In ruins of war, donors rush in with aid. With standard infrastructure destroyed, they often give money direct to communities through CDD. Does it make lives better in the long run? Our evidence suggests it does--real econ differences 11 years on from RCT. Now in @EJ_RES 1/n
Thanks to @luluywang's JMP I now think there is a simple way to fix the broken US credit card industry
Just require, on every transaction, interchange fees to be shown separately from base prices, the same way taxes, tips, hospitality supplements, etc. are shown
Paper summaries
1/N New note with @jac0bmwilliams on measuring industry concentration in Compustat data (i.e., just publicly traded firms). We find Compustat isn't well suited for this particular task, consistent w/ prior literature for on earlier years/fewer industries.
Most C&I lending in the US is floating rate with the reference being LIBOR. LIBOR, however, is being replaced with the risk-free rate, SOFR. Here is why it matters for credit supply and why you should expect even more massive line draws in the next banking crisis. 1/N 🚨🚨🚨
🚨🚨🚨WP Alert🚨🚨🚨
“Criminal court fees, earnings, and expenditures: A multi-state RD analysis of survey and administrative data,” with @carldotac and @ElizLuh. @UM_CJARS.
A thread 1/16
1/ Excited to release our NBER working paper on Amazon's preferencing of its own products in search results. This is a short paper that uses a new tool, a browser extension, to measure real Amazon users' search results and behavior. Joint w/ Chiara Farronato and @_amackay
Another new administrative burdens NBER WP this week!

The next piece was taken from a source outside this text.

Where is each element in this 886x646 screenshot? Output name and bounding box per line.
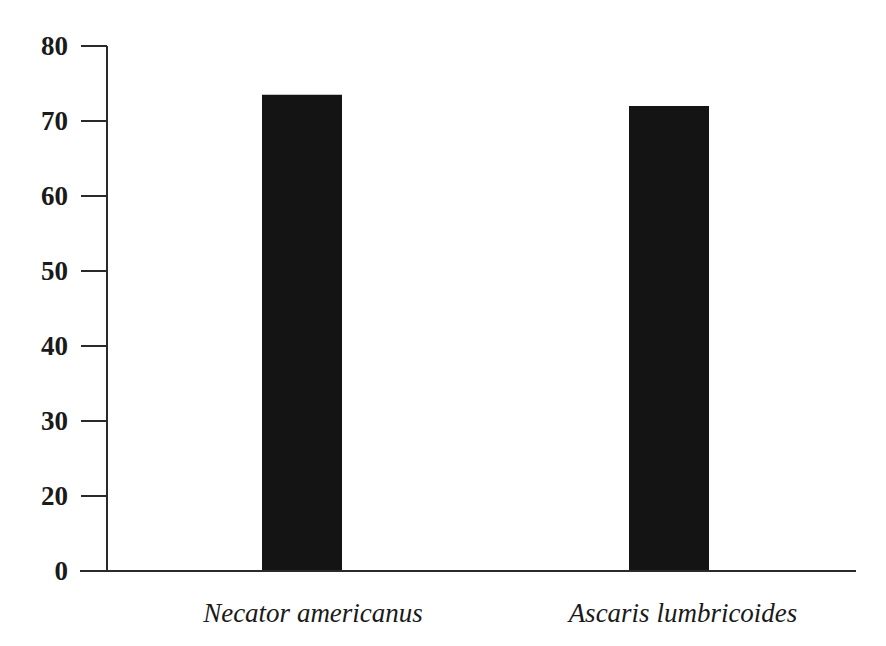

This time on how they impede take-up of subsidized health insurance, joint with @ProfKMEricson @onceuponA @asacarny
^separate thread on policy implications
There is this paper that I love that is very well-known in Finance but not so much in IO: Hoberg and Phillips (2016).
It estimates time-variant product space boundaries from text descriptions in 10-Ks of publicly traded companies. Neat visualization from Bruno Pellegrino's JMP:
Super interesting to see evidence on diffusion of novel technologies across (i) geographies and (ii) jobs with different skill levels...
... in this paper by @I_Am_NickBloom, Hassan, @AakashKalyani, Lerner, @tahoun100.
🔗nber.org/system/files/w…
1/7 I've made this pt before, but the main takeaway from this paper is not clear at all, & it's certainly NOT "judges listen to what random people write on Wikipedia!!"...
Ethan Mollick @emollick
2/7 Why? The authors had GRADUATE LAW STUDENTS to write the wiki articles about the cases - so it's NOT really USER generated info - it's actually EXPERT generated info...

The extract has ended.